+++ Provided data

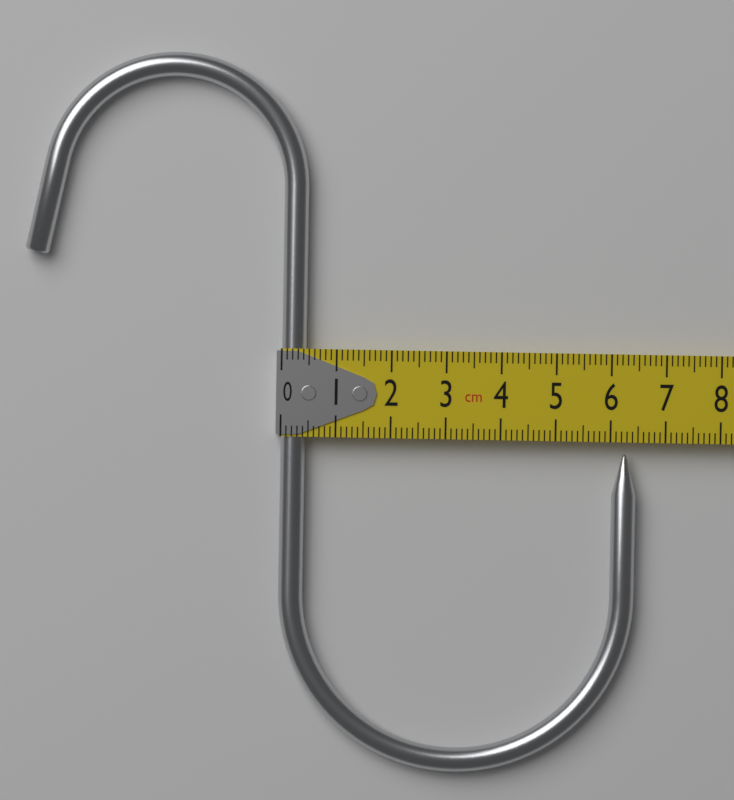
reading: 6.5 cm
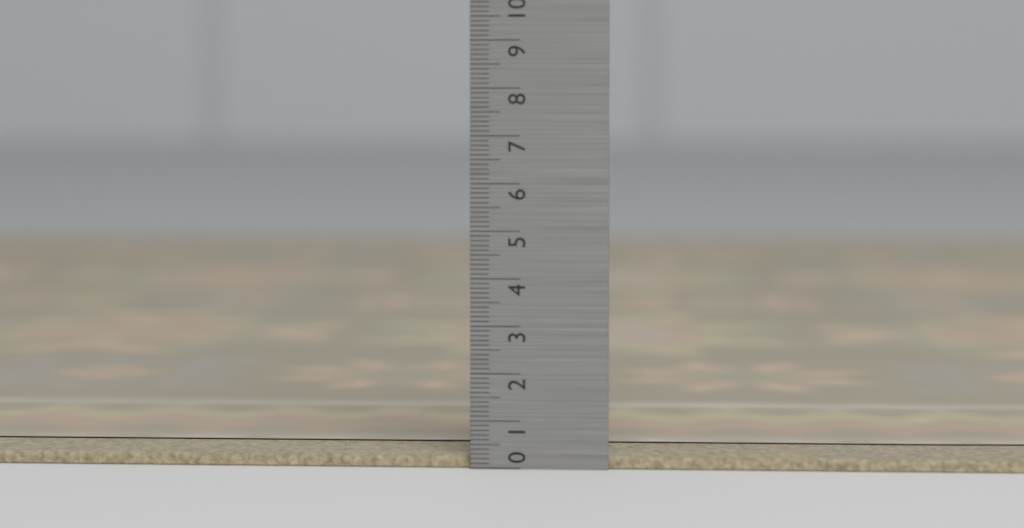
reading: 0.3 (no unit)
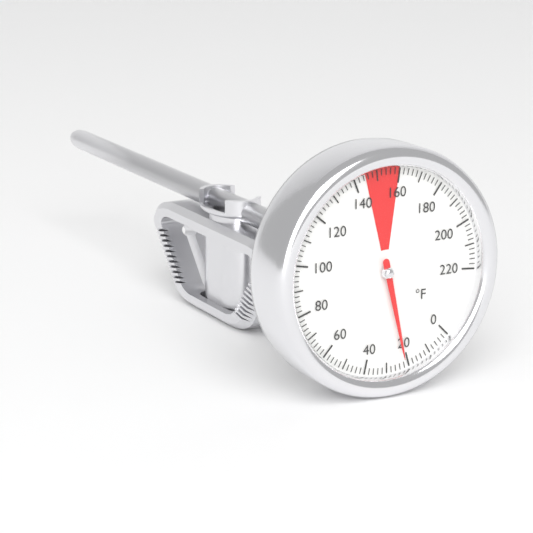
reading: 22 °F
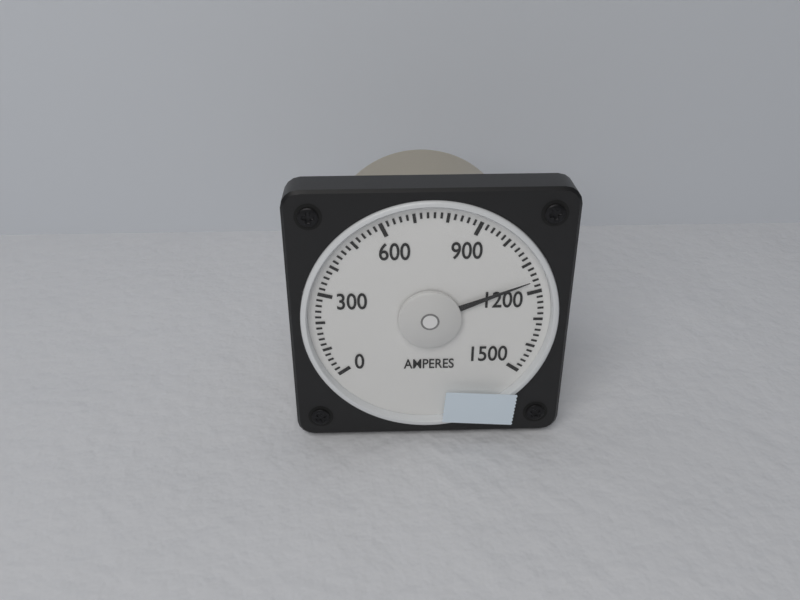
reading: 1160 A
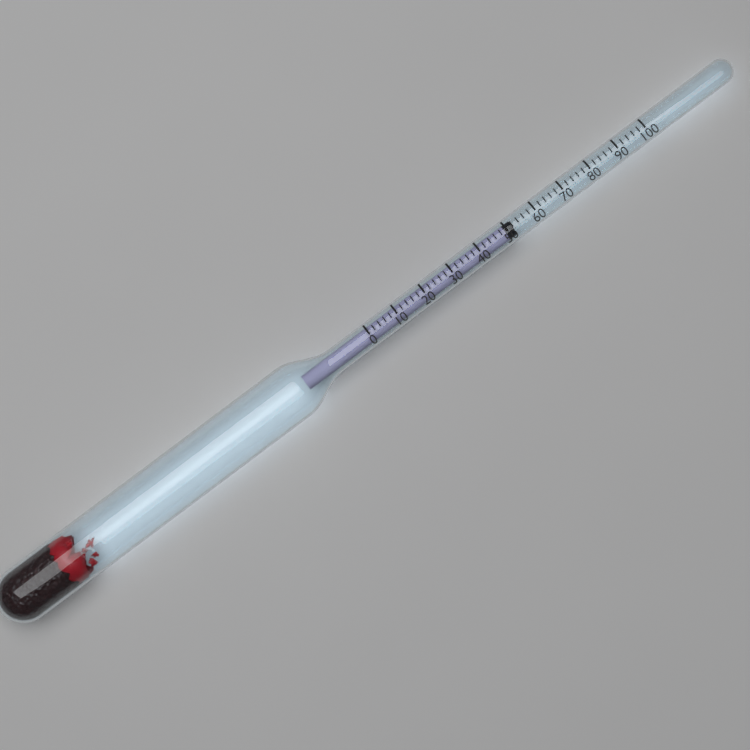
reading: 52 (no unit)
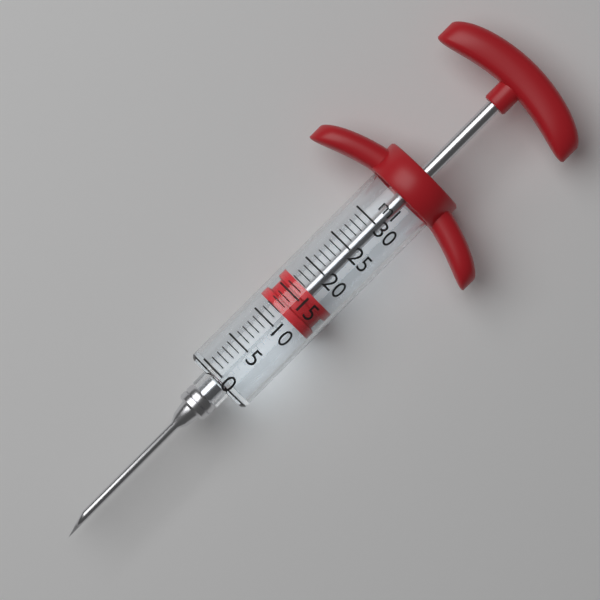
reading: 12 ml
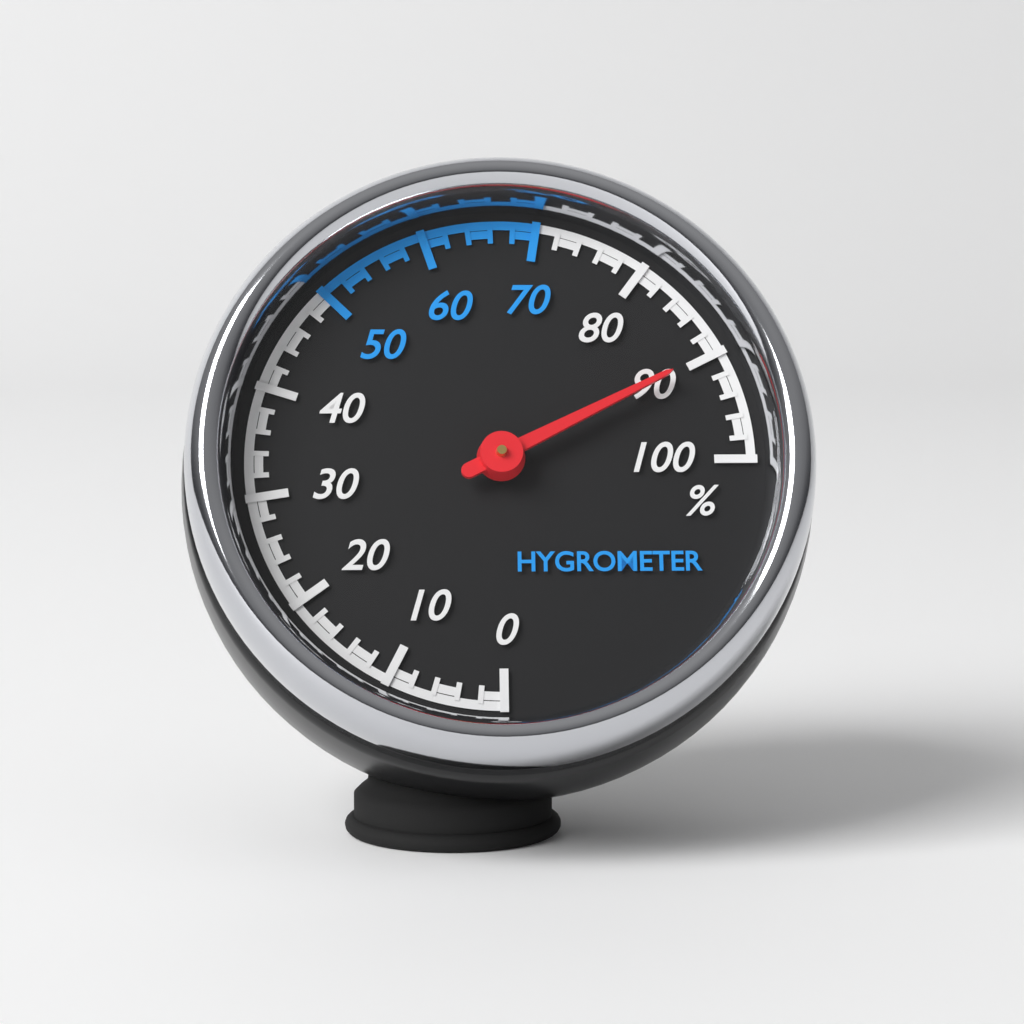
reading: 90 %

++++++

Leaving out only the pictures, return the material above unchanged.

• _Response box_
reading: 6.5 cm
reading: 0.3 (no unit)
reading: 22 °F
reading: 1160 A
reading: 52 (no unit)
reading: 12 ml
reading: 90 %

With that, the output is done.